At 180p the float valued the Army & Navy to Dickins & Jones store chain at pounds 413m, well below early forecasts of a pounds 500m price tag. In the event it was a correct reading of the market's jittery runes.
Investors are finely divided on whether House of Fraser is a down-at-heel example of a low- growth retail formula or a genuinely cheap issue at an unfair discount to its sector.
Both arguments have their merits. By the standards of its peers the shops generate abysmal sales per square foot: House of Fraser pounds 144 compared with John Lewis's pounds 350, for example.
On the other hand, the poor existing return gives new management something to aim at and they are confident better targeting of merchandise and a better mix of full and part-time staff can further boost recent improvements.
House of Fraser also has demographics on its side, with its target market of affluent 35 to 64-year-old female shoppers poised to grow strongly over the next 10 years.
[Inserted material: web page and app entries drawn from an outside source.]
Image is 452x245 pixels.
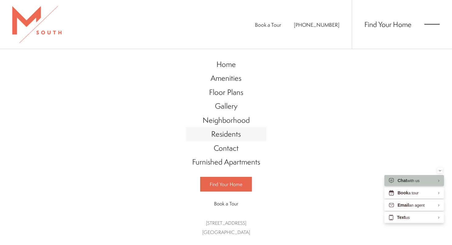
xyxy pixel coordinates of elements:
a: Get Directions to 5110 South Manhattan Avenue Tampa, FL 33611 [202,220,250,236]
a: Find Your Home [364,19,411,29]
a: Go to Floor Plans [186,85,266,100]
span: Book a Tour [214,200,238,207]
button: Open Menu [424,22,439,27]
span: Amenities [211,73,241,83]
span: Home [216,59,236,69]
a: Go to Neighborhood [186,113,266,128]
span: Residents [211,129,241,139]
img: MSouth [12,6,61,43]
a: Go to Gallery [186,99,266,113]
span: Find Your Home [210,181,242,188]
span: Contact [214,143,238,153]
span: Floor Plans [209,87,243,97]
a: Go to Residents [186,127,266,141]
span: [PHONE_NUMBER] [294,21,339,28]
span: Furnished Apartments [192,157,260,167]
span: Neighborhood [203,115,250,125]
span: Gallery [215,101,237,111]
a: Go to Home [186,57,266,72]
a: Book a Tour [200,197,252,211]
a: Book a Tour [255,21,281,28]
a: Go to Amenities [186,71,266,85]
a: Go to Contact [186,141,266,156]
a: Call Us at 813-570-8014 [294,21,339,28]
a: Find Your Home [200,177,252,192]
div: Main [186,51,266,243]
a: Go to Furnished Apartments (opens in a new tab) [186,155,266,169]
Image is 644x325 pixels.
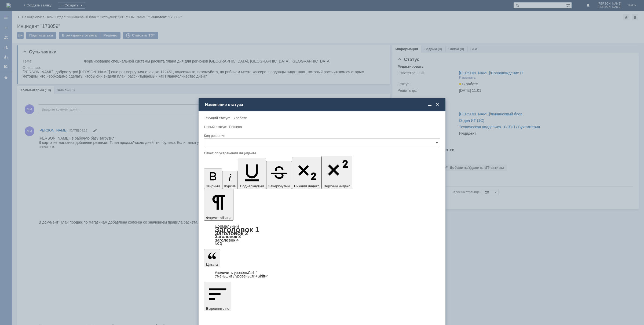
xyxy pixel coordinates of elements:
[204,271,440,278] div: Цитата
[204,125,227,129] label: Новый статус:
[215,274,268,278] a: Decrease
[206,263,218,266] span: Цитата
[292,157,322,189] button: Нижний индекс
[206,184,220,188] span: Жирный
[206,307,229,311] span: Выровнять по
[222,171,238,189] button: Курсив
[215,225,259,234] a: Заголовок 1
[204,169,222,189] button: Жирный
[215,224,239,228] a: Нормальный
[215,271,257,275] a: Increase
[224,184,236,188] span: Курсив
[240,184,264,188] span: Подчеркнутый
[215,234,241,239] a: Заголовок 3
[204,225,440,246] div: Формат абзаца
[266,161,292,189] button: Зачеркнутый
[206,216,231,220] span: Формат абзаца
[248,271,257,275] span: Ctrl+'
[204,134,439,138] div: Код решения
[427,102,433,107] span: Свернуть (Ctrl + M)
[435,102,440,107] span: Закрыть
[204,116,230,120] label: Текущий статус:
[204,282,231,311] button: Выровнять по
[215,238,239,243] a: Заголовок 4
[204,189,233,221] button: Формат абзаца
[321,156,353,189] button: Верхний индекс
[238,159,266,189] button: Подчеркнутый
[268,184,290,188] span: Зачеркнутый
[250,274,268,278] span: Ctrl+Shift+'
[215,241,222,246] a: Код
[215,230,248,236] a: Заголовок 2
[205,102,440,107] div: Изменение статуса
[323,184,350,188] span: Верхний индекс
[229,125,242,129] span: Решена
[294,184,320,188] span: Нижний индекс
[233,116,247,120] span: В работе
[204,152,439,155] div: Отчет об устранении инцидента
[204,249,220,267] button: Цитата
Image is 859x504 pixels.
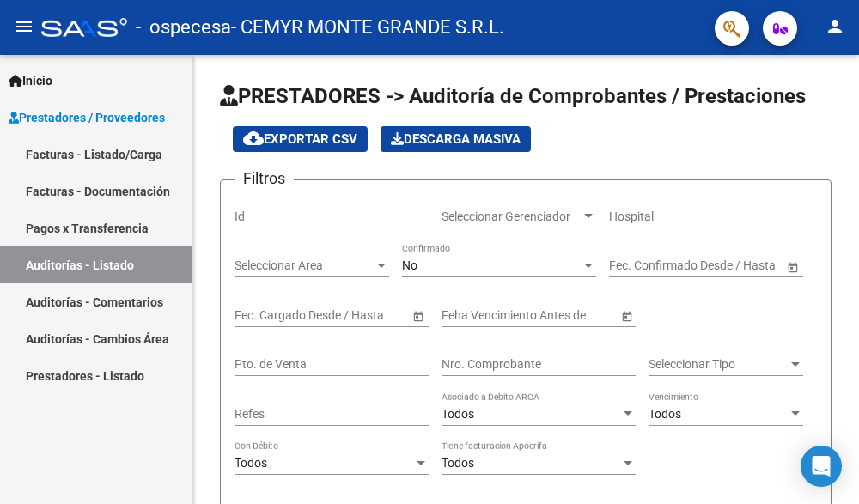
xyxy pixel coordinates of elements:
button: Open calendar [617,306,636,324]
mat-icon: person [825,17,845,37]
button: Descarga Masiva [380,126,531,152]
app-download-masive: Descarga masiva de comprobantes (adjuntos) [380,126,531,152]
span: Exportar CSV [243,131,358,147]
input: Fecha fin [311,308,396,323]
span: PRESTADORES -> Auditoría de Comprobantes / Prestaciones [219,84,805,108]
input: Fecha inicio [609,258,672,273]
input: Fecha inicio [234,308,297,323]
span: - CEMYR MONTE GRANDE S.R.L. [231,9,504,46]
span: Seleccionar Area [234,258,373,273]
span: Todos [234,456,267,470]
div: Open Intercom Messenger [800,445,841,486]
button: Open calendar [408,306,427,324]
h3: Filtros [234,166,294,191]
span: Todos [442,456,474,470]
span: - ospecesa [136,9,231,46]
mat-icon: menu [14,17,34,37]
span: Prestadores / Proveedores [9,108,165,127]
span: Todos [648,407,681,421]
span: Seleccionar Tipo [648,357,787,372]
span: Descarga Masiva [391,131,520,147]
button: Open calendar [784,257,801,275]
span: Todos [442,407,474,421]
span: Seleccionar Gerenciador [442,209,581,224]
button: Exportar CSV [233,126,367,152]
span: No [402,258,417,272]
mat-icon: cloud_download [243,128,263,149]
input: Fecha fin [686,258,770,273]
span: Inicio [9,71,52,90]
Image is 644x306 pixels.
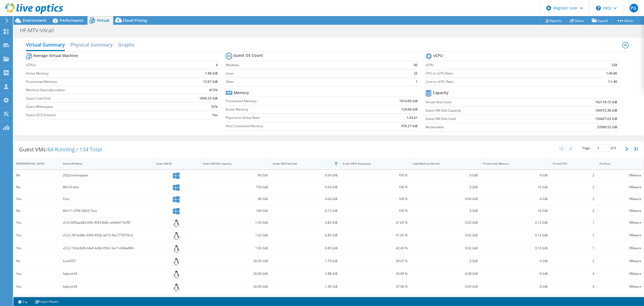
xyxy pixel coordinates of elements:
[273,184,338,190] div: 0.04 GiB
[16,258,58,264] div: No
[483,271,547,277] div: 8 GiB
[273,258,338,264] div: 1.74 GiB
[413,196,478,202] div: 0.04 GiB
[414,62,417,68] b: 60
[16,162,51,165] div: [DEMOGRAPHIC_DATA]
[401,107,417,112] b: 124.68 GiB
[273,208,338,214] div: 0.72 GiB
[413,220,478,226] div: 0.02 GiB
[63,172,151,178] div: 2022svrtemplate
[588,16,612,25] a: Export
[26,71,168,76] label: Active Memory
[413,232,478,238] div: 0.02 GiB
[600,258,641,264] div: VMware
[415,79,417,84] b: 1
[60,18,84,23] span: Performance
[426,116,547,122] label: Guest VM Disk Used
[63,196,151,202] div: Test
[611,62,617,68] b: 328
[413,208,478,214] div: 0 GiB
[553,271,594,277] div: 4
[483,184,547,190] div: 16 GiB
[600,184,641,190] div: VMware
[203,283,268,289] div: 36.09 GiB
[343,172,408,178] div: 100 %
[203,196,268,202] div: 90 GiB
[413,172,478,178] div: 0 GiB
[413,258,478,264] div: 0 GiB
[426,62,567,68] label: vCPU
[33,53,78,58] b: Average Virtual Machine
[343,245,408,251] div: 42.43 %
[226,107,358,112] label: Active Memory
[483,283,547,289] div: 8 GiB
[203,271,268,277] div: 36.09 GiB
[343,220,408,226] div: 41.65 %
[211,104,218,109] b: 32%
[63,245,151,251] div: vCLS-15cbcb06-b4ef-4c84-95b3-3a11c0dba884
[553,196,594,202] div: 2
[273,232,338,238] div: 0.83 GiB
[16,220,58,226] div: Yes
[26,96,168,101] label: Guest Used Disk
[426,71,567,76] label: CPU to vCPU Ratio
[483,172,547,178] div: 4 GiB
[212,113,218,118] b: Yes
[203,232,268,238] div: 1.93 GiB
[553,245,594,251] div: 1
[600,245,641,251] div: VMware
[26,62,168,68] label: vCPUs
[118,39,135,50] h2: Graphs
[483,232,547,238] div: 0.13 GiB
[413,162,471,165] div: Used Memory (Active)
[16,184,58,190] div: No
[226,79,400,84] label: Other
[426,125,547,130] label: Reclaimable
[203,79,218,84] b: 12.07 GiB
[630,4,638,12] span: PG
[26,87,168,93] label: Memory Oversubscription
[26,39,65,51] h2: Virtual Summary
[553,258,594,264] div: 2
[553,208,594,214] div: 2
[70,39,113,50] h2: Physical Summary
[63,271,151,277] div: hqlxisir04
[595,116,617,122] b: 134427.63 GiB
[234,53,263,58] b: Guest OS Count
[203,208,268,214] div: 100 GiB
[273,271,338,277] div: 1.88 GiB
[203,220,268,226] div: 1.93 GiB
[63,232,151,238] div: vCLS-781dc88c-69fd-45d2-a015-9bc77767f3c3
[600,162,635,165] div: Platform
[600,271,641,277] div: VMware
[426,108,547,113] label: Guest VM Disk Capacity
[16,232,58,238] div: Yes
[16,271,58,277] div: Yes
[14,141,107,158] div: Guest VMs:
[16,283,58,289] div: Yes
[600,220,641,226] div: VMware
[591,145,610,152] input: jump to page
[553,283,594,289] div: 4
[483,245,547,251] div: 0.13 GiB
[433,90,448,95] b: Capacity
[483,220,547,226] div: 0.13 GiB
[426,79,567,84] label: Core to vCPU Ratio
[63,283,151,289] div: hqlxisir03
[582,145,616,152] span: Page of
[553,232,594,238] div: 1
[343,196,408,202] div: 100 %
[122,18,147,23] span: Cloud Pricing
[612,16,637,25] a: More
[63,258,151,264] div: CentOS7
[606,71,617,76] b: 1:46.86
[63,208,151,214] div: Win11-CPW-24H2-Test
[273,196,338,202] div: 0.04 GiB
[433,53,443,58] b: vCPU
[343,283,408,289] div: 37.96 %
[97,18,109,23] span: Virtual
[16,208,58,214] div: No
[47,146,102,153] span: 84 Running / 134 Total
[483,208,547,214] div: 16 GiB
[426,100,547,105] label: Virtual Disk Used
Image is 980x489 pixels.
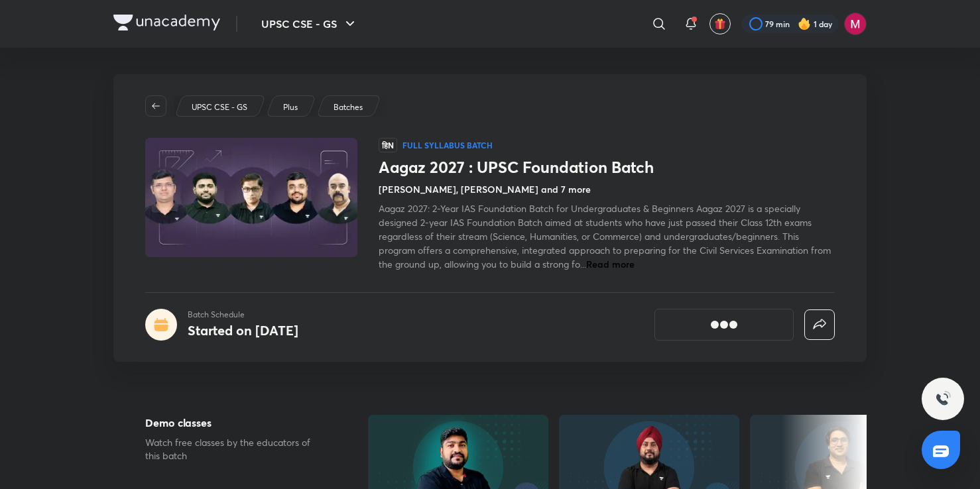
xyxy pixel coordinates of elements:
h4: Started on [DATE] [188,322,299,339]
a: Plus [281,102,300,113]
img: Thumbnail [143,137,359,259]
p: Batch Schedule [188,309,299,321]
a: UPSC CSE - GS [190,102,250,113]
button: [object Object] [655,309,794,341]
img: Meghaliya saha [844,12,867,35]
p: UPSC CSE - GS [192,102,247,113]
h1: Aagaz 2027 : UPSC Foundation Batch [379,158,835,177]
span: हिN [379,138,397,152]
img: Company Logo [113,15,220,31]
h4: [PERSON_NAME], [PERSON_NAME] and 7 more [379,182,591,196]
p: Batches [334,102,363,113]
p: Watch free classes by the educators of this batch [145,436,325,463]
span: Read more [586,258,635,271]
a: Batches [332,102,366,113]
h5: Demo classes [145,415,325,431]
p: Full Syllabus Batch [402,140,492,151]
img: ttu [935,391,951,407]
button: avatar [709,13,731,35]
button: UPSC CSE - GS [253,11,366,37]
img: avatar [714,18,726,30]
img: streak [798,17,811,31]
span: Aagaz 2027: 2-Year IAS Foundation Batch for Undergraduates & Beginners Aagaz 2027 is a specially ... [379,202,831,271]
a: Company Logo [113,15,220,34]
p: Plus [283,102,298,113]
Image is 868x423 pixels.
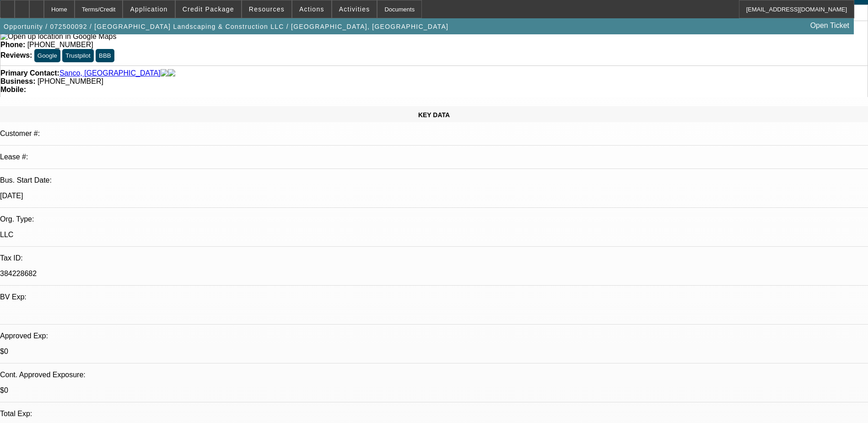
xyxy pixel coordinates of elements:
[332,1,377,18] button: Activities
[160,69,168,77] img: facebook-icon.png
[1,32,116,40] a: View Google Maps
[183,6,234,13] span: Credit Package
[806,18,853,34] a: Open Ticket
[418,111,450,118] span: KEY DATA
[1,41,25,49] strong: Phone:
[27,41,93,49] span: [PHONE_NUMBER]
[59,69,160,77] a: Sanco, [GEOGRAPHIC_DATA]
[1,77,35,85] strong: Business:
[242,1,291,18] button: Resources
[175,1,241,18] button: Credit Package
[168,69,175,77] img: linkedin-icon.png
[339,6,370,13] span: Activities
[123,1,174,18] button: Application
[292,1,332,18] button: Actions
[62,49,93,62] button: Trustpilot
[4,23,448,30] span: Opportunity / 072500092 / [GEOGRAPHIC_DATA] Landscaping & Construction LLC / [GEOGRAPHIC_DATA], [...
[96,49,115,62] button: BBB
[130,6,168,13] span: Application
[249,6,284,13] span: Resources
[299,6,324,13] span: Actions
[34,49,60,62] button: Google
[37,77,103,85] span: [PHONE_NUMBER]
[1,69,59,77] strong: Primary Contact:
[1,52,32,59] strong: Reviews:
[1,85,26,93] strong: Mobile:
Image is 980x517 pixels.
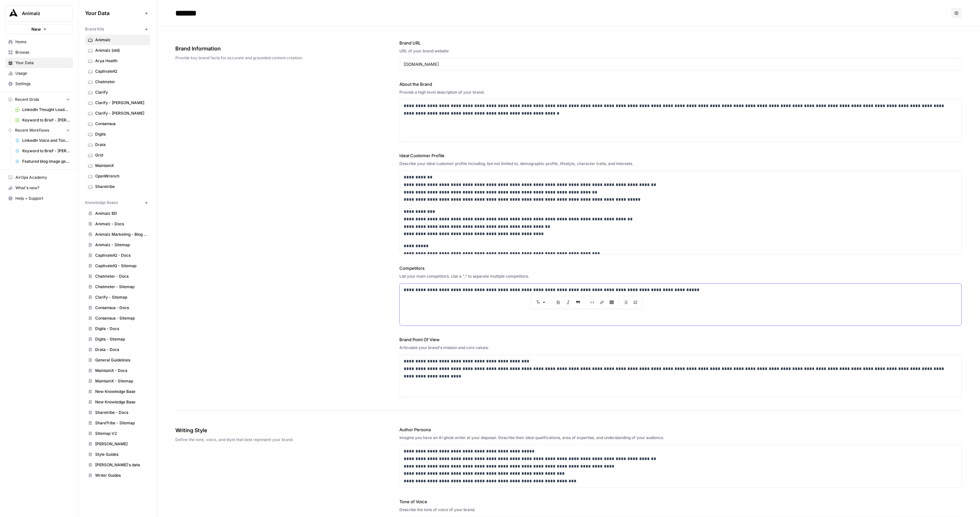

Certainly, the rise in operating profits from pounds 20.4m to pounds 43.9m last year, reflecting an improvement in margins from 3 to 6.2 per cent, suggests the untested team should be given the benefit of the doubt.
On forecasts of pounds 45m pre-tax profits in the year to January 1995 and earnings per share of 13.1p, the shares trade on a prospective price/earnings ratio of 14. That compares with 19 for Marks & Spencer and Sears, 17 for Storehouse and 16 for Kingfisher. The doubts will persist, but that undemanding multiple should ensure House of Fraser avoids the fate of more optimistically priced peers.